Michael E. Hartmann

The Giving Review co-editor Michael E. Hartmann is a Senior Fellow and Director of the Center for Strategic Giving at the Capital Research Center (CRC) in Washington, D.C. 

For almost 20 years, Hartmann served in various roles on the program staff of The Lynde and Harry Bradley Foundation in Milwaukee, including as its Director of Research. Before joining Bradley, he was Director of Research at the Wisconsin Policy Research Institute. He has been a consultant to other foundations and education-reform organizations, as well.

Hartmann is a past Visiting Fellow of the Philanthropy Roundtable in Washington, D.C., for which he researched and wrote Helping People to Help Themselves: A Guide for Donors. He is co-author of CRC’s The Flow of Funding to Conservative and Liberal Political Campaigns, Independent Groups, and Traditional Public Policy Organizations Before and After Citizens United, hailed as “an unprecedented study” by RealClearPolicy.

A graduate of the University of Minnesota Law School, Hartmann has published law-review articles on the constitutionality of school vouchers and aspects of welfare reform, as well as on the First Amendment and intellectual-property rights.

He has written for National Affairs, City Journal, Law & Liberty, National Review Online, The American Conservative, RealClearPolitics, RealClearPolicy, RealClearBooks, RealClearReligion, the Washington Examiner, Philanthropy, Philanthropy Daily, and HistPhil.

Reach Michael at mhartmann@givingreview.com.


Philanthropy in Control

Adam Rutherford’s new book about eugenics reminds us again of those progressive foundations that supported it—and that it’s long past time for a full and fair accounting of them for what they funded and fomented, and why.


A conversation with Archdiocese of Boston schools superintendent Thomas W. Carroll (Part 2 of 2)

The educational administrator talks to Daniel P. Schmidt and Michael E. Hartmann about Catholic education, the importance of remaining faithful to its core mission of eternal salvation, and the educational and societal benefits of school choice.

A conversation with Archdiocese of Boston schools superintendent Thomas W. Carroll (Part 1 of 2)

The educational administrator talks to Daniel P. Schmidt and Michael E. Hartmann about Catholic education and identity, creating a community of learners and believers, and the challenge of raising money for its mission in the current culture.

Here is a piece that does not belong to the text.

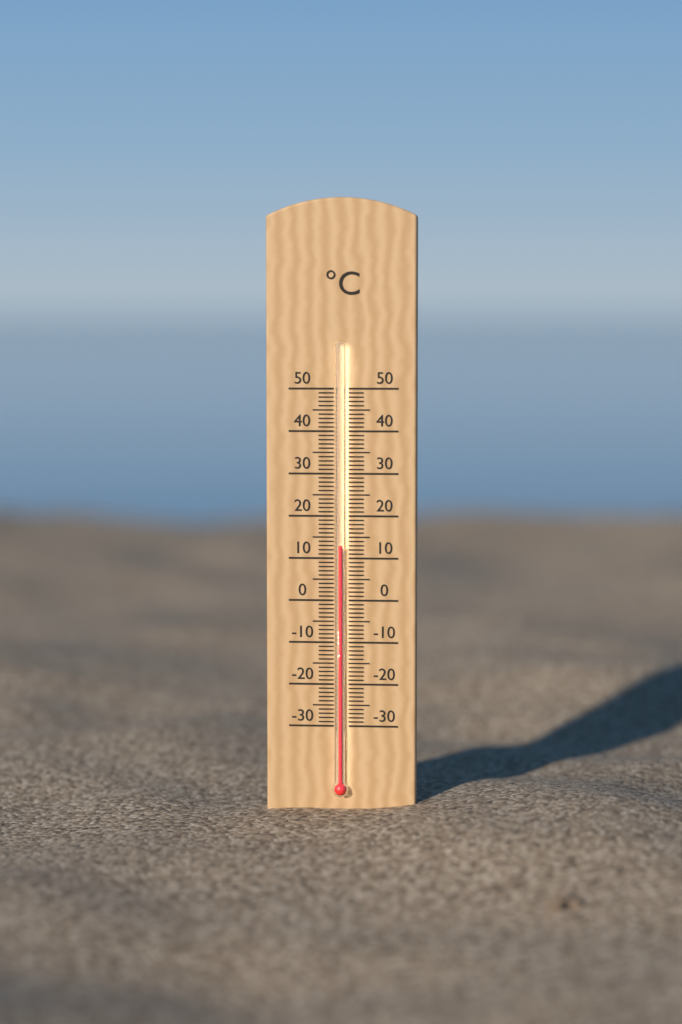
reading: 13 °C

A conversation with Living Opera co-founder Christos A. Makridis (Part 2 of 2)

The economist and technologist talks to Michael E. Hartmann about the potential implications of decentralized autonomous organizations for philanthropy in contexts beyond the arts, including higher education, and whether they will complement or substitute for the many intermediaries in the existing grantmaking structure.

A conversation with Living Opera co-founder Christos A. Makridis (Part 1 of 2)

The economist and technologist talks to Michael E. Hartmann about blockchain technology, decentralized autonomous organizations, and what the nonprofit Living Arts DAO might be able to do for arts philanthropy.


Revisiting conservatism, philanthropy, and The Dying Citizen

A work to read in “the Wilderness.”

Another measure of conservative absence at philanthropy’s “commanding heights”

Active, outward, consistent conservatives getting top score in Forbes Philanthropy Score 2022: zero.


Some narrowness in longtermism

The short of it: in his new book’s ambitious thinking about the “full scale of human history,” William MacAskill undervalues the past—by definition, but more than needed—and elides in practice what that thinking could perhaps offer those of a different ideological worldview.